The New York-based Committee to Protect Journalists (CPJ) says concerns are growing that Taiwan’s media freedom “may be compromised.”
“The culprits include some journalists themselves, promoting China to preserve their own business interests, and Taiwan’s Kuomintang [Chinese Nationalist Party (KMT)] government, apparently attempting to exert control over the media through legislation,” says a paper published on the CPJ Web site this week.
Written by CPJ senior researcher Madeline Earp, the paper says: “Many Taiwanese journalists say advertising disguised as news coverage has become the norm.”
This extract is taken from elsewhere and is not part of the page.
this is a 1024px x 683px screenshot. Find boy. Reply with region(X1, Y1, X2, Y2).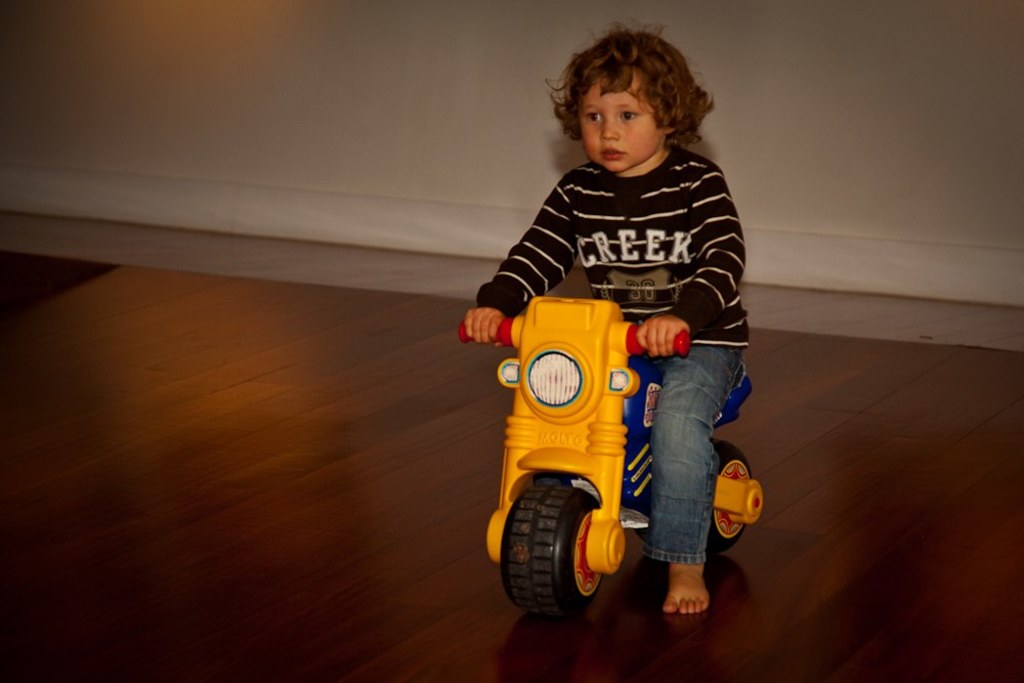
region(480, 71, 763, 598).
“Against the backdrop of these concerns comes news that Taiwan’s legislature is considering amendments to the Children and Youth Welfare Act (兒童及少年福利法) that could interfere with reporting freedom,” Earp said. “An NGO called the Child Welfare League Foundation is supporting the amendments, which are designed to protect minors by forbidding media outlets from describing or illustrating illegal actions, violence or erotica.”
Earp says that many journalists have protested that the amendments amount to “imprecise and unnecessary” -restrictions on their rights to publish.
She quotes an article in the Wall Street Journal as saying that the wording of the amendment has the potential to impact the reporting of every crime and every accident, “not to mention every embarrassing misadventure by a Taiwanese politician.”
Earp says that while some Taiwanese journalists concede there is a need for self-regulation, “they are concerned that the government’s intervention is weakening press freedom.”
In earlier testimony before the US-China Economic and Security Review Commission, Earp said that journalists from Hong Kong and Taiwan had told CPJ they feared China’s increasing economic influence was eroding press freedom.
She said that her organization was “very worried about signs of creeping repression” that seemed to be spreading from China.
Earp said that she believed that under “the increasing rapport” between Taiwan and China, certain stories would be handled more and more “delicately.”
She said that within China, virtually any subject that might highlight shortcomings in the political system and cause embarrassment to the government remained a legitimate target of suppression in the eyes of Beijing’s “vast censorship system.”